A major flashpoint for the rivalry came in 1930 when Chandler, the player who hit the game-winning foul shot in the first matchup to beat Marquette, was hired as Marquette’s coach. He eventually became the longest-tenured coach in program history, totaling 193 victories in Milwaukee, and only 40 behind Al McGuire’s mark as the coach with the most wins in Marquette basketball history.
Chandler was not the only one to switch sides. Players Doug Gill and Rube Schulz committed to the Badgers in the class of 1950. Schulz stayed for his freshman orientation week at Wisconsin and by Saturday morning, he and Gill had enough. He borrowed his friend’s car and drove to Milwaukee, where Marquette team officials met them to accept the two players’ request to transfer. Gill and Schulz helped lead the Warriors to their first-ever NCAA Tournament, where they lost in the Elite Eight.
As a result, Bud Foster, Wisconsin’s head coach at the time, refused to play the Warriors for three seasons. Longtime Milwaukee Journal sports editor Bob Wolf, who was a student manager for Wisconsin a few years before the incident, wrote scathing articles about Schulz, calling him “Rube’s Rhubarb” in reference to the poisonous substance left by rhubarb leaves. Badger fans viewed Schulz as a traitor, but Marquette fans loved him.

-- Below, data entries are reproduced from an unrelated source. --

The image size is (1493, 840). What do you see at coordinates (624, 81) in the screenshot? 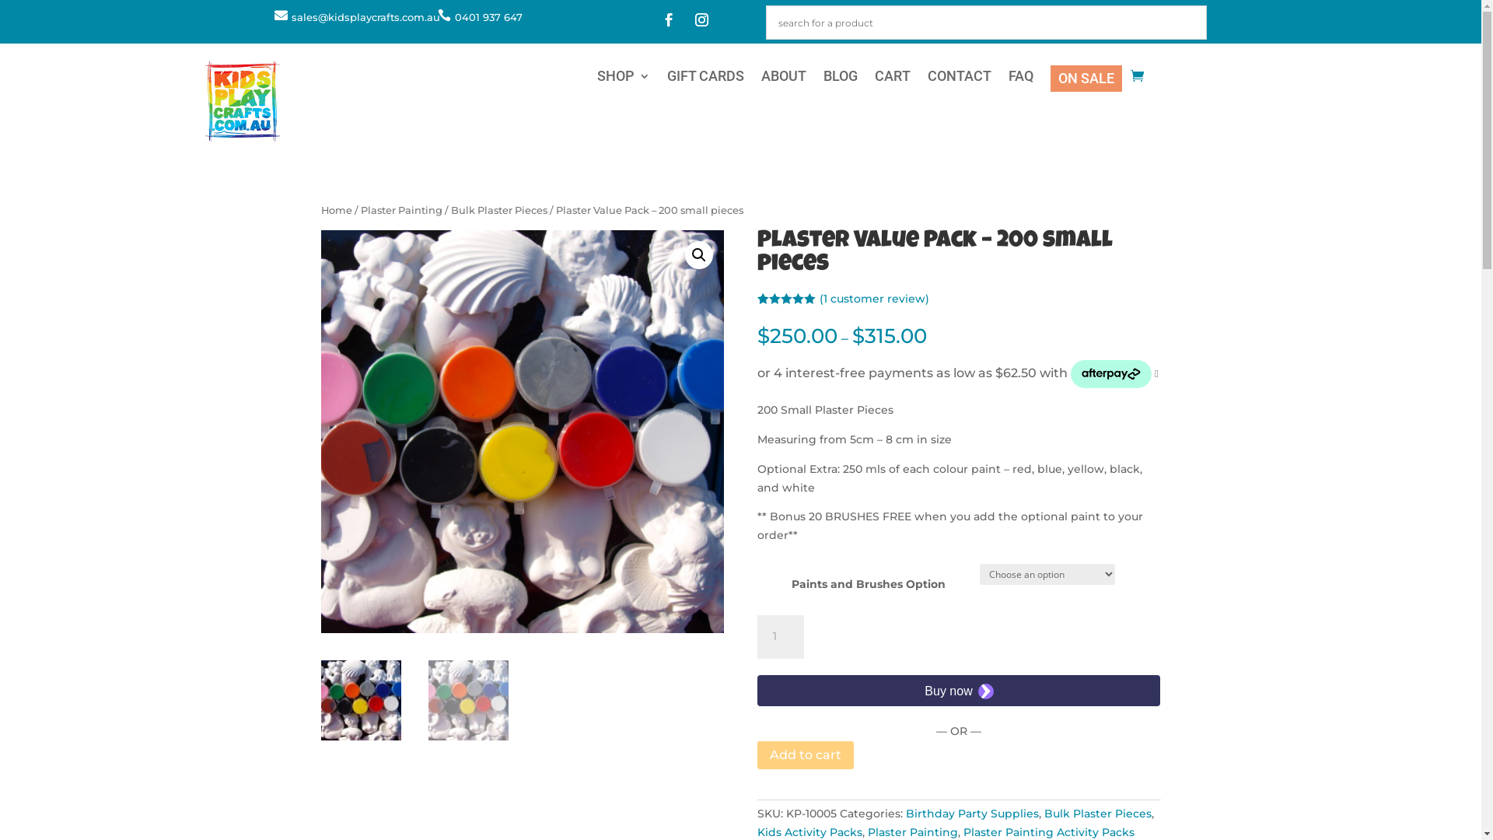
I see `SHOP` at bounding box center [624, 81].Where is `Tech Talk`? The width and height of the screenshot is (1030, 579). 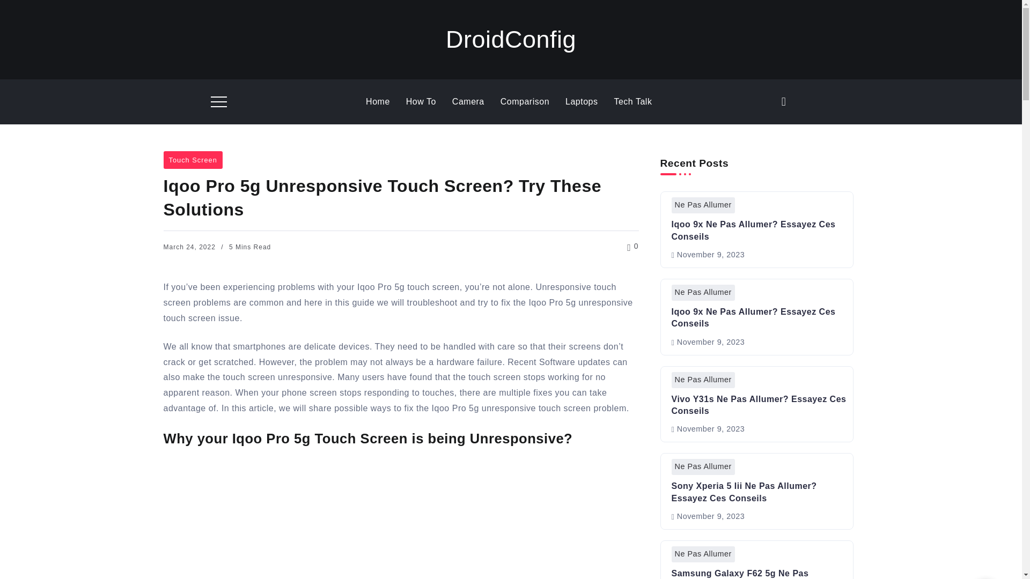 Tech Talk is located at coordinates (633, 102).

The tides of the rivalry forever changed when Al McGuire was named Marquette head coach in 1964. McGuire dominated the rivalry, winning 19 games against the Badgers including 14 consecutive wins from 1969-’77.
The most memorable game in series history occurred during this stretch, when Marquette defeated Wisconsin on a buzzer-beater in 1974. Wisconsin was up 47-38 with under six minutes to go when Marquette’s Bo Ellis and Lloyd Walton started whittling the Badger lead down. With just over a minute to play, Ellis scored two straight baskets to bring Marquette within a point with 47 seconds remaining.

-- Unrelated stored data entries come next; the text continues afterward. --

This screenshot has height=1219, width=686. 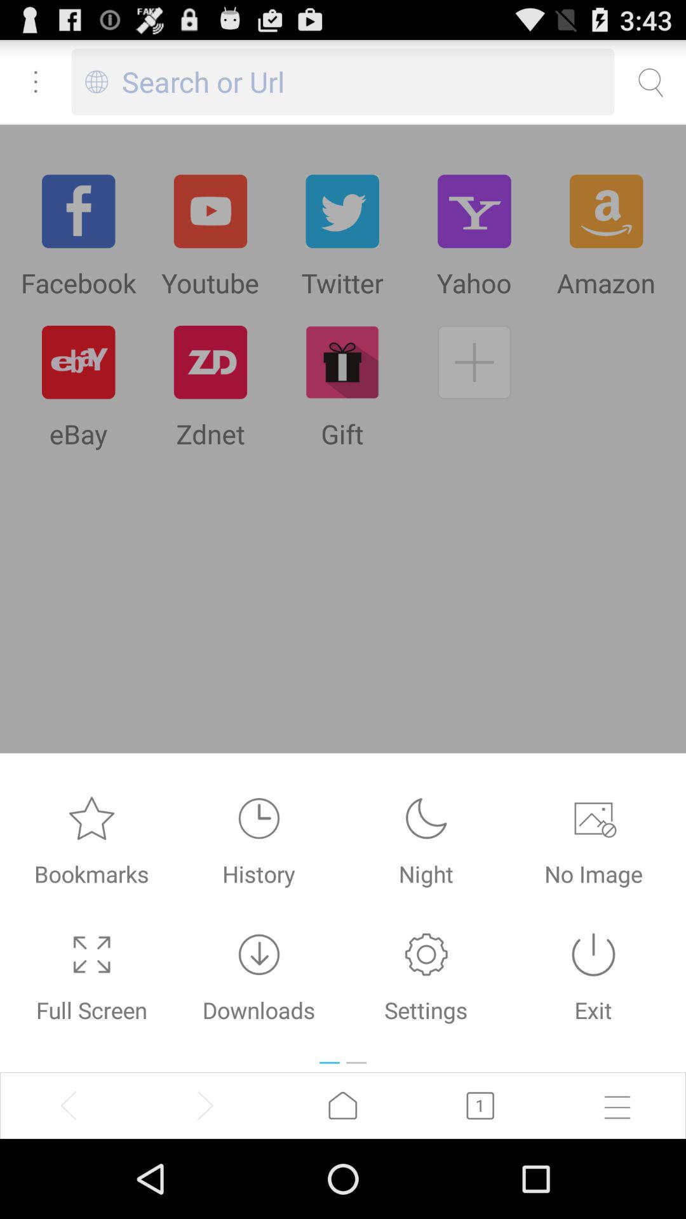 What do you see at coordinates (593, 955) in the screenshot?
I see `click on the exit icon below no image` at bounding box center [593, 955].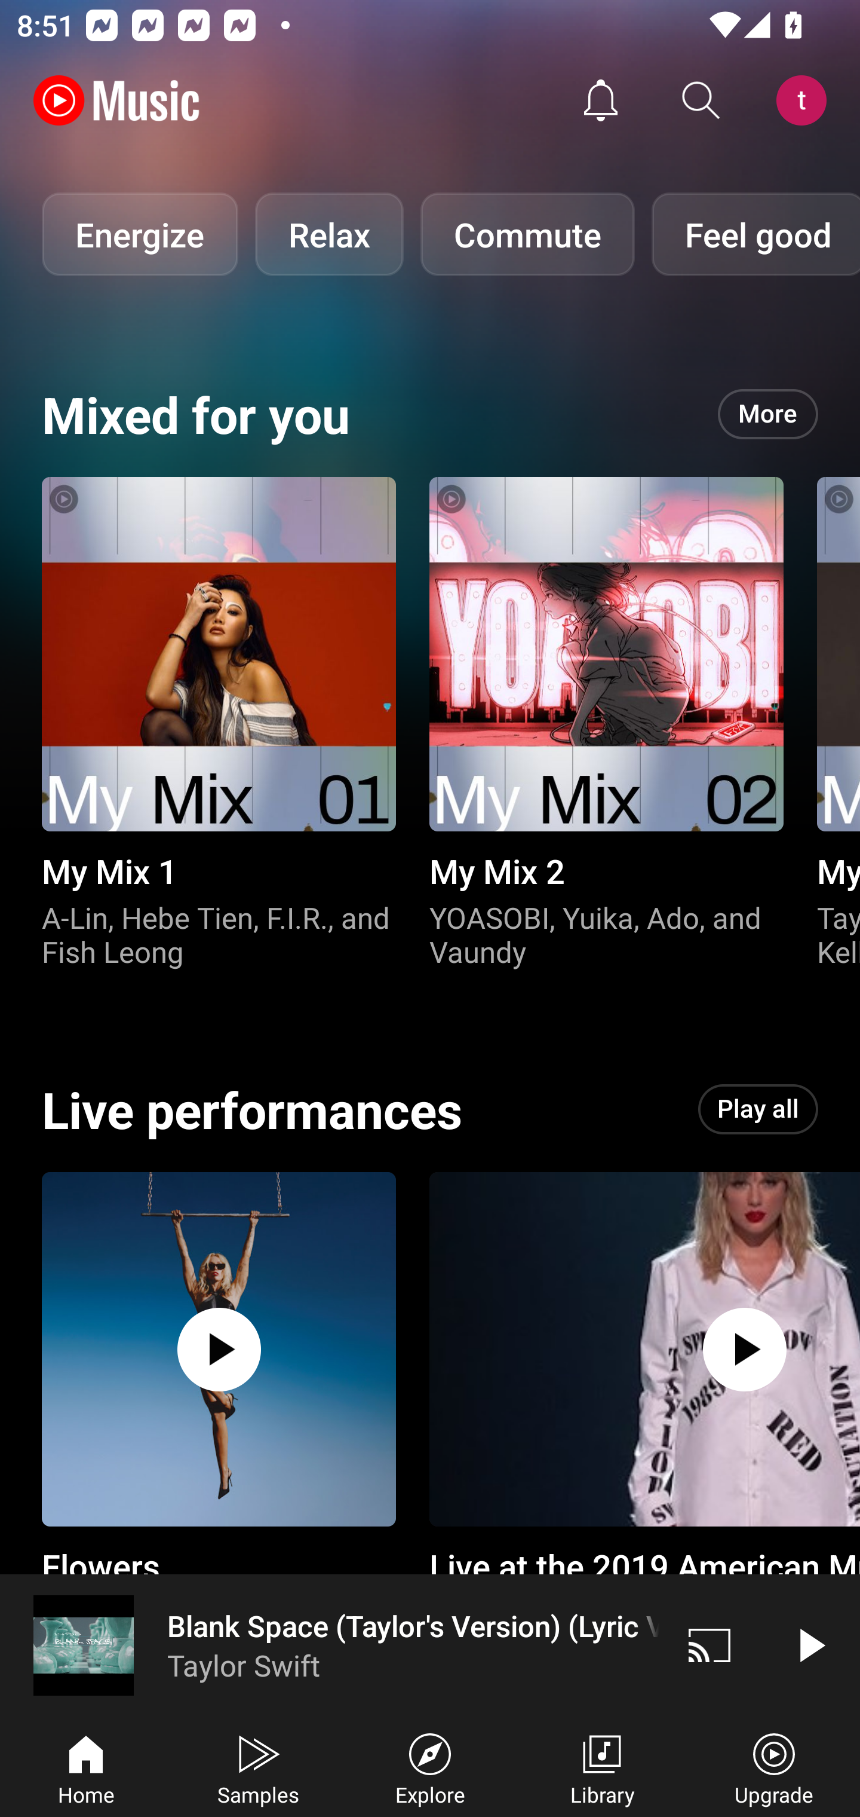  Describe the element at coordinates (774, 1767) in the screenshot. I see `Upgrade` at that location.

After unsuccessfully attempting a steal, the Warriors had to foul, eventually tagging Wisconsin center Kim Hughes with 17 seconds left.. He missed both free throws, leaving the door open for Marquette’s Maurice Lucas. With just seconds remaining, teammate Dave Delsman handed the ball off to Lucas, who fumbled the pass, but found the composure to regain possession and gracefully fire up a prayer from 20 feet away. It went in.
The arena descended into a madness. McGuire hopped on top of the scorers table and raised his fists. Thus, the most famous photograph of the rivalry was born.

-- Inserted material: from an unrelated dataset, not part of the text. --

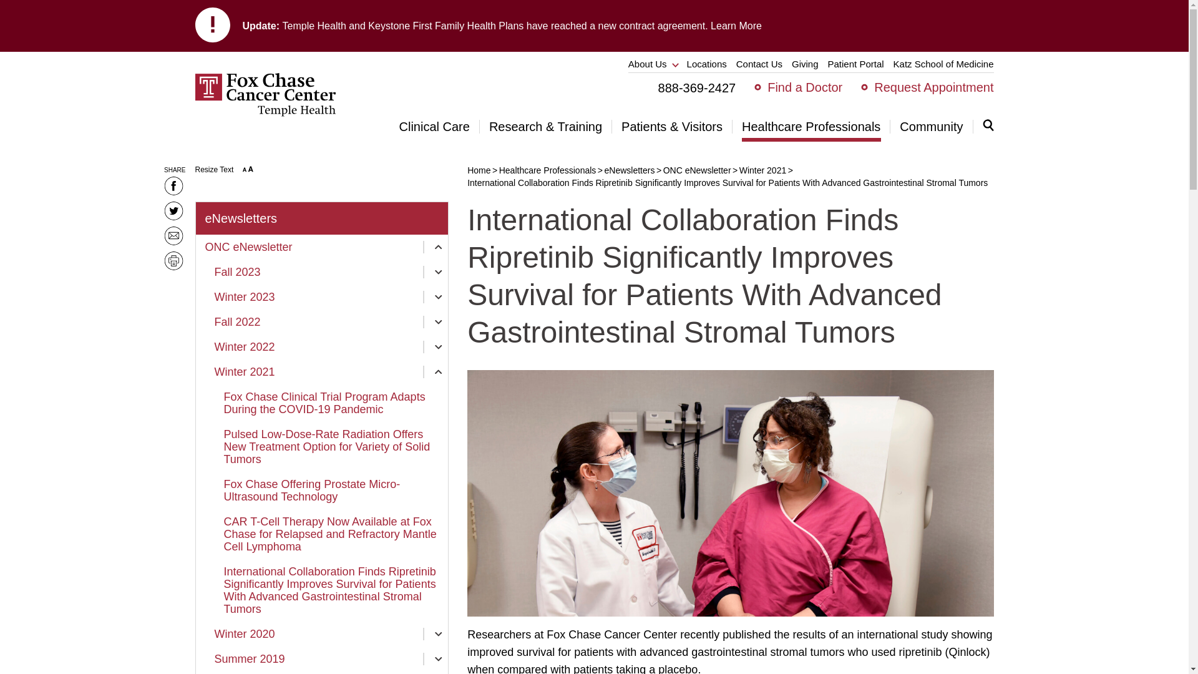  I want to click on Locations, so click(706, 64).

“You’re going to get a close game in this rivalry even if one team enters the game 18-1 and the other is 1-18,” McGuire said after the game.
The Marquette Tribune’s story called Lucas “The Joker,” in reference to the popular Steve Miller Band tune. Wisconsin coach John Powless “was bumming cigarettes and smoking them furiously” while his players protested in vain that teammate Dale Koehler’s basket at the end of the first half, which the refs said occurred after the game clock expired, should have counted, per the next day’s Milwaukee Journal.
More recently, the mid-to-late 2000s were full of close matchups. In nine of the 17 games since the turn of the century, at least one team was ranked in the top 25. The highest ranking for either side entering the clash occurred in 2014, when the No. 2 Badgers beat Marquette in head coach Steve Wojciechowski’s first game against the Badgers.
When Saturday’s contest tips off, another chapter will be added to the century-long saga, one that will surely promise as much drama and controversy as the first 100 years.